A U.S. federal judge on Wednesday ruled that Republican-led Texas must remove floating barriers it set up to deter migrants from crossing the U.S.-Mexico border in heavily trafficked areas of the Rio Grande.

"Unfortunately for Texas, permission is exactly what federal law requires before installing obstructions in the nation's navigable waters," Federal District Judge David A. Ezra wrote in his order, issuing a preliminary injunction to remove these barriers and stop building further obstructions in the river.

Texas Governor Greg Abbott's office immediately appealed Ezra's ruling to the U.S. Court of Appeals for the Fifth Circuit, claiming that the state "is prepared to take this fight all the way to the U.S. Supreme Court."

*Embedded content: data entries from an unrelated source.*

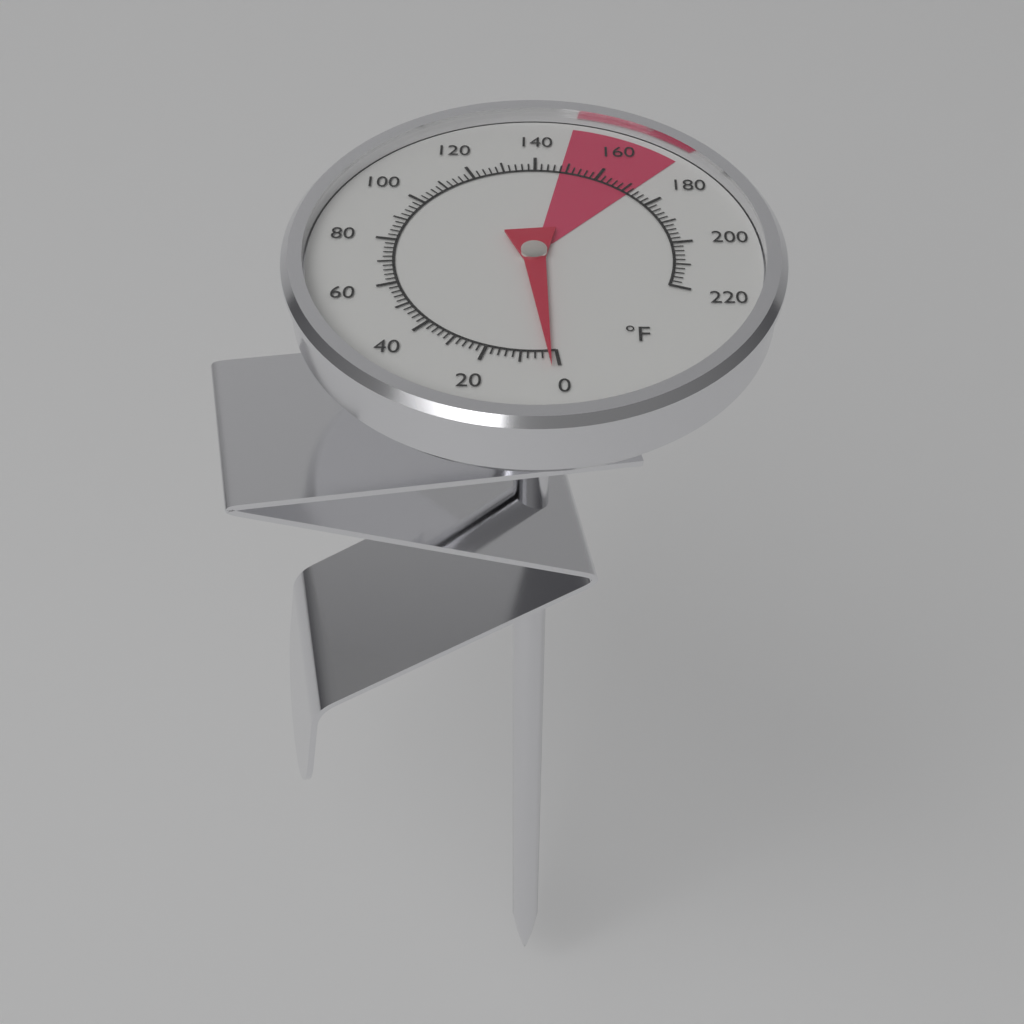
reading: 2 °F
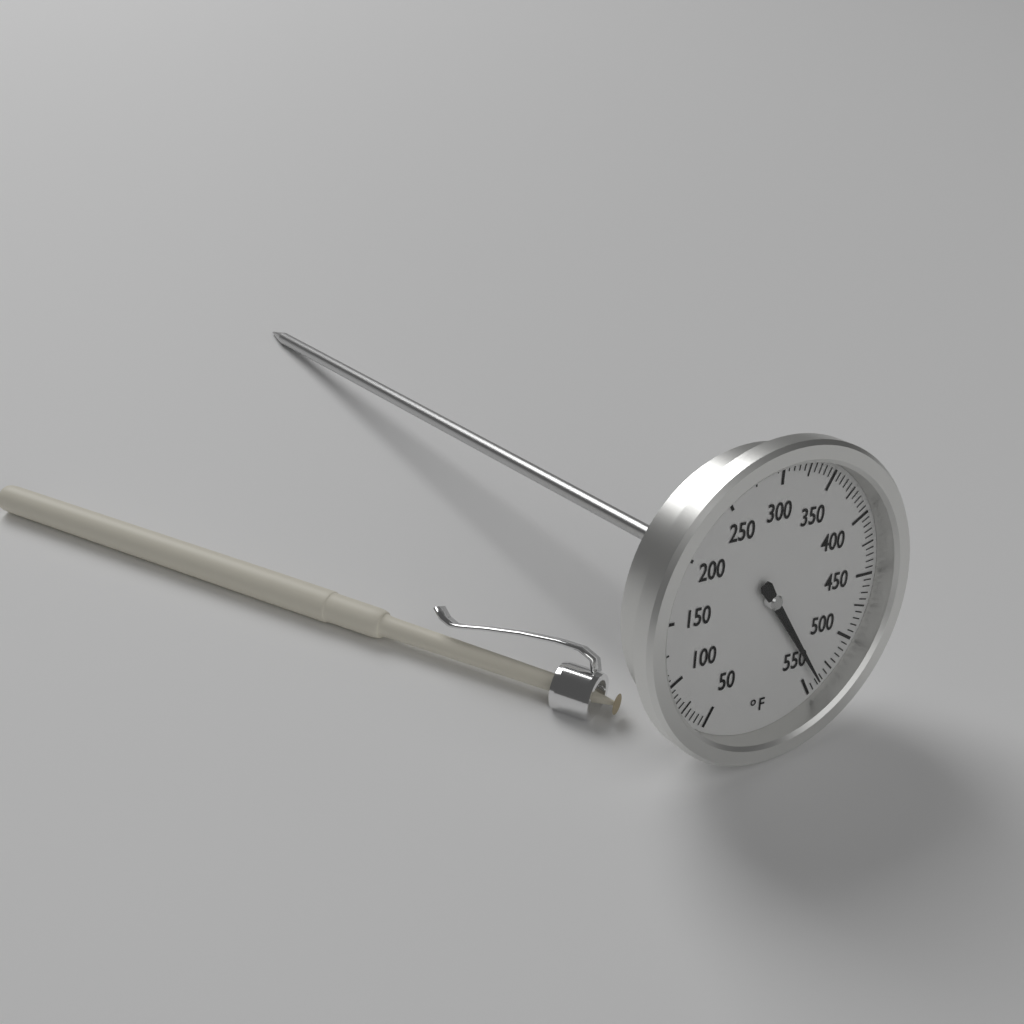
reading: 540 °F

"Today's court decision merely prolongs President Biden's willful refusal to acknowledge that Texas is rightfully stepping up to do the job that he should have been doing all along," the governor's office said in a statement.

In the wake of the end of Title 42 in May, Abbott ordered the deployment of the 1,000-foot string of buoys in the middle of the border river next to Eagle Pass, western Texas, which shares the border with the Mexican city of Piedras Negras.

The Biden administration filed a lawsuit against Texas in late July, alleging that Texas and its governor violated the Rivers and Harbors Appropriation Act by building a structure in U.S. water without permission from the U.S. Army Corps of Engineers.

The state argued that the barrier isn't a structure that requires authorization, and that it notified the International Boundary Water Commission, the binational body that regulates the Rio Grande, before the installlation.

The Mexican government has repreatedly condemned the establishment of water barriers in the Rio Grande, calling the Texas move a "violation of our sovereignty."

"We express our concern about the impact on the human rights and personal safety of migrants that these state policies will have, which go in the opposite direction to the close collaboration between our country and the federal government of the United States," the Mexican Ministry of Foreign Affairs reportedly said in the statement last month.